I resisted the urge to add more features, more product options, all that saucy distracting joy. My devops heart wants an overblown event-driven wet dream, but it's just a hot mess of callbacks for now.

More controversially, perhaps, there's no database at all. I dunno if I'll regret that... for now, it feels ascetic and calmly wild.

Here's what it's built with:

  • Replicate.com to run ai models via api. They also handle storage of the outputs
  • Vercel to host the website
  • Nextjs with ChakraUI for the frontend
  • Stripe for payments
  • Posthog for analytics
  • A mix of Vercel and Axiom for monitoring
  • A telegram bot to ping my every time someone clicks the buy button (noob enthusiasm ftw)
  • Gelato's print-on-demand APIs for getting one-off products made and shipped

It's is at https://selfarama.com/pearl

I'm pretty pleased with it. Simple AF, but with some nice little features... like there's a free shiny thing right away, and like the opengraph images are dynamic, so if anyone shares a link to their own image, their face is on the preview. And it's got almost no buttons!!!

Now I just gotta figure out how to market it, what lessons I'm ready to learn from it, and where to take it next.

Peace!

on February 19, 2024
  1. 2

    Your skill is great. But I'm not sure about the product, like who will want his photo with a ponytail or something like this?

    You could have make a tool like this, give your photos and provide business ready/professional image from that.

    There are thousands way to monetize your this skill.

    1. 1

      I want to stay sorta focused on the niche of "regular people who are interested in arty personalized products"

      That said, if you or anyone else wants to handle marketing, I would happily build a site that does this for any other nice!! Let's collab

  2. 2

    I dont know, man....It sounds like you had an idea which you believed in and had some legs but bailed on it because executing was harder than you hoped....and consoled yourself with an idea you don't believe in and probably doesnt have legs but was easy to execute. Is this a small win to build confidence and get back on the right path, or is this self-defeating behaviour? That is the question only you can answer.

    1. 2

      I love the willingness to go dark, and to consider whether it has that quality, but I don't think it's that. It's almost always gonna be "harder than I hoped" because we all have the stars of optimism in our eyes at the start.

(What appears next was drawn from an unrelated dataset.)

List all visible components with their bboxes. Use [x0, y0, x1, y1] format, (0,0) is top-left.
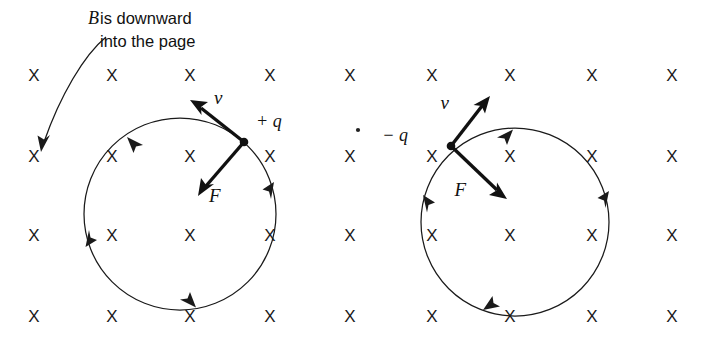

      But things can actually be too hard for someone. I think that first version was too hard for me, at the time. I've been longing for a new idea that I could execute on with confidence, at least technically, so I could focus on the marketing (which is also a huge blank slate of new skill and learning for me).

      I don't agree that "you in a famous painting" prints don't have legs. It was actually something a lot of people asked for when we talked about the books.

      I like the way you put it at the end: a small win to build confidence.

      It's totally that, but also a small win to practice getting the wins. Focus on the wins. The road to bigness is paved with small wins.

      Also... for what it's worth, I haven't bailed on the first idea. I am still processing orders, and have some big plans to use what I've learned from the small win to get back on the right path.